Effects of whole-body vibrations on neuromuscular fatigue: a study with sets of different durations
Author(s) -
Miloš Kalc,
Ramona Ritzmann,
Vojko Strojnik
Publication year - 2020
Publication title -
peerj
Language(s) - English
Resource type - Journals
SCImago Journal Rank - 0.927
H-Index - 70
ISSN - 2167-8359
DOI - 10.7717/peerj.10388
Subject(s) - squatting position , whole body vibration , squat , medicine , physical medicine and rehabilitation , analysis of variance , physical therapy , repeated measures design , muscle fatigue , electromyography , vibration , mathematics , physics , statistics , quantum mechanics
Background Whole body vibrations have been used as an exercise modality or as a tool to study neuromuscular integration. There is increasing evidence that longer WBV exposures (up to 10 minutes) induce an acute impairment in neuromuscular function. However, the magnitude and origin of WBV induced fatigue is poorly understood. Purpose The study aimed to investigate the magnitude and origin of neuromuscular fatigue induced by half-squat long-exposure whole-body vibration intervention (WBV) with sets of different duration and compare it to non-vibration (SHAM) conditions. Methods Ten young, recreationally trained adults participated in six fatiguing trials, each consisting of maintaining a squatting position for several sets of the duration of 30, 60 or 180 seconds. The static squatting was superimposed with vibrations (WBV 30 , WBV 60 , WBV 180 ) or without vibrations (SHAM 30 , SHAM 60 , SHAM 180 ) for a total exercise exposure of 9-minutes in each trial. Maximum voluntary contraction (MVC), level of voluntary activation (%VA), low- (T 20 ) and high-frequency (T 100 ) doublets, low-to-high-frequency fatigue ratio (T 20/100 ) and single twitch peak torque (TW PT ) were assessed before, immediately after, then 15 and 30 minutes after each fatiguing protocol. Result Inferential statistics using RM ANOVA and post hoc tests revealed statistically significant declines from baseline values in MVC, T 20 , T 100 , T 20/100 and TW PT in all trials, but not in %VA. No significant differences were found between WBV and SHAM conditions. Conclusion Our findings suggest that the origin of fatigue induced by WBV is not significantly different compared to control conditions without vibrations. The lack of significant differences in %VA and the significant decline in other assessed parameters suggest that fatiguing protocols used in this study induced peripheral fatigue of a similar magnitude in all trials.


Exercise goal:
Only one stretch of lines is wanted: the line with "What do you" through the final line of the material. Restate it word for word, minus pictures.

───── Data for this exercise ─────

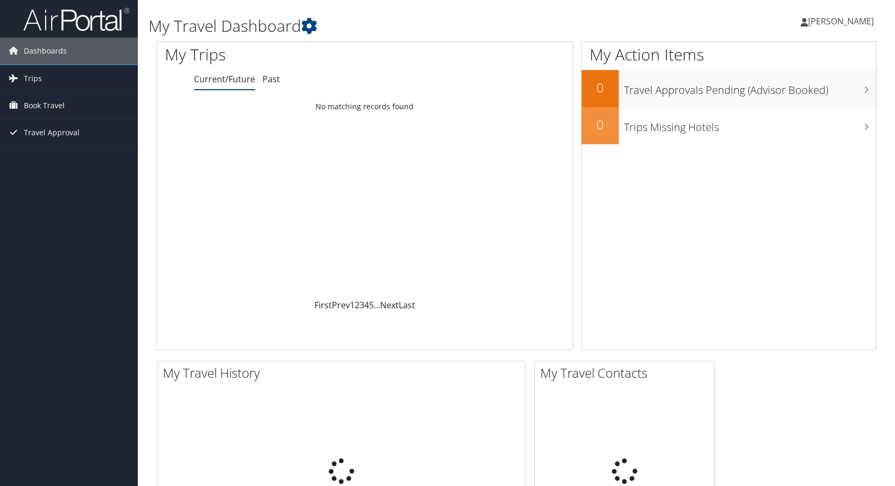 The width and height of the screenshot is (895, 486). Describe the element at coordinates (357, 305) in the screenshot. I see `a: 2` at that location.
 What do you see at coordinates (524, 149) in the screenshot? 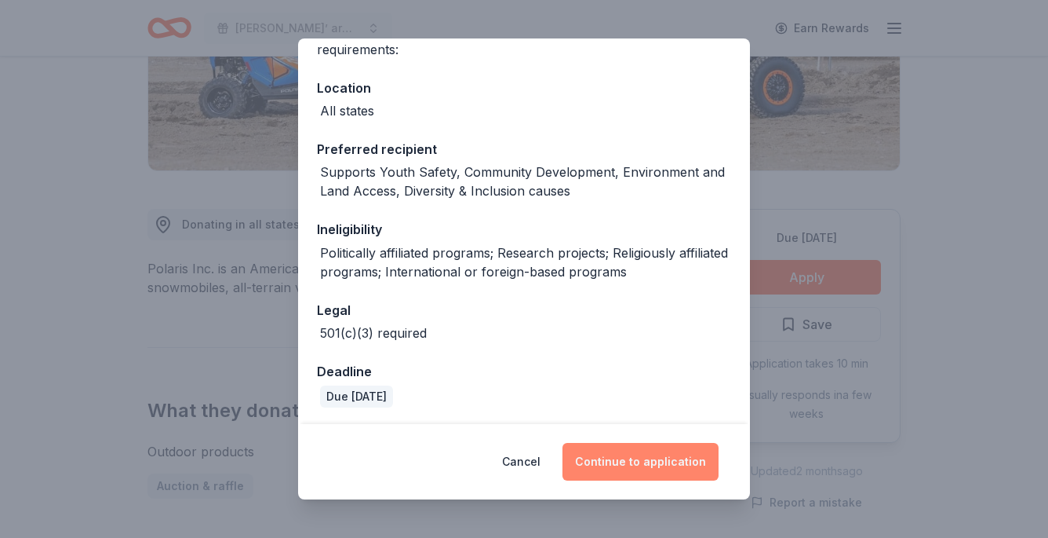
I see `div: Preferred recipient` at bounding box center [524, 149].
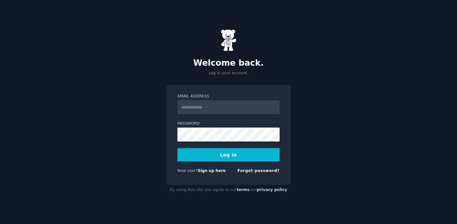 The width and height of the screenshot is (457, 224). I want to click on a: privacy policy, so click(272, 190).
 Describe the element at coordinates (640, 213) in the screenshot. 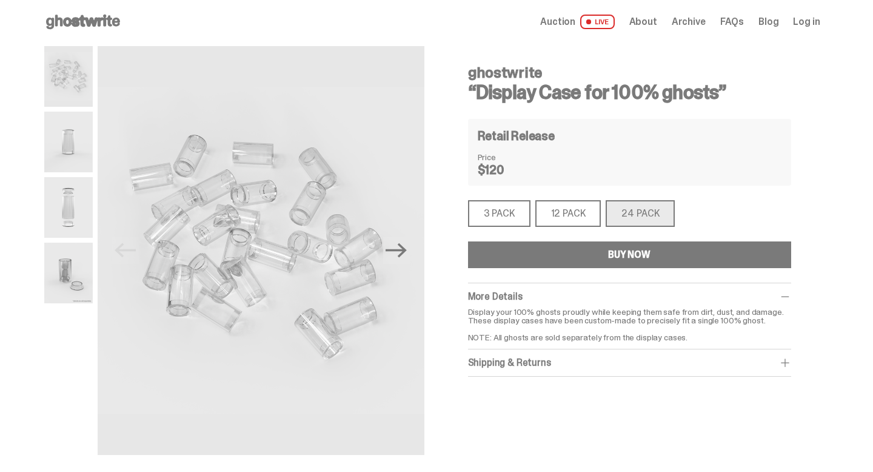

I see `div: 24 PACK` at that location.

─────

Reply to the task:
 What do you see at coordinates (524, 149) in the screenshot? 
I see `div: Preferred recipient` at bounding box center [524, 149].
 The width and height of the screenshot is (457, 224). I want to click on a: privacy policy, so click(272, 190).
 Describe the element at coordinates (640, 213) in the screenshot. 

I see `div: 24 PACK` at that location.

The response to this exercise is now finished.